IBM returns to M&A market with cloud acquisition
IBM has finalised a deal to acquire Spanugo, a Santa Clara-based cloud cybersecurity start-up, in what marks the technology giant’s first acquisition since its $34 billion buyout of Red Hat in October 2018.
The firm, founded in April 2017, has just one seed round under its belt from July 2018. But despite its small size, IBM’s cloud SVP Howard Boville says the acquisition is a “major step in advancing IBM’s differentiated capabilities in security and compliance”.
Spanugo’s software will be integrated into what IBM calls the “first financial services public cloud”, which was designed late last year to help the financial services industry address regulatory compliance within the cloud environment.
The start-up offers tools which can detect on-premise and cloud areas where security controls need to be deployed, as well as set security policies and use application programme interfaces (APIs) to perform “event-triggered validations”.

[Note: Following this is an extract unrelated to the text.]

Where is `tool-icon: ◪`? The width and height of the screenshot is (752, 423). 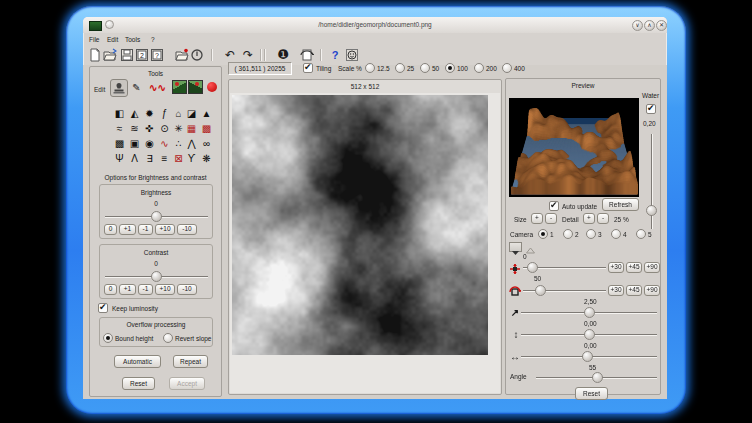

Once integrated, the acquirer says Spanugo’s software will “provide preventative and compensatory controls for financial services regulatory workloads, multi-architecture support and proactive and automated security”.
The integration will essentially form “a security control center”, which will then shape the compliance profiles, controls and monitoring managed by IBM’s clients.
“Spanugo’s strong domain knowledge and experience in security posture management is a natural complement to IBM’s public cloud offerings,” says Spanugo’s co-founder and chief product officer, Doc Vaidhyanathan.
“We’re able to deeply serve businesses across industries that require verifiable, audit-ready, real-time cybersecurity posturing.”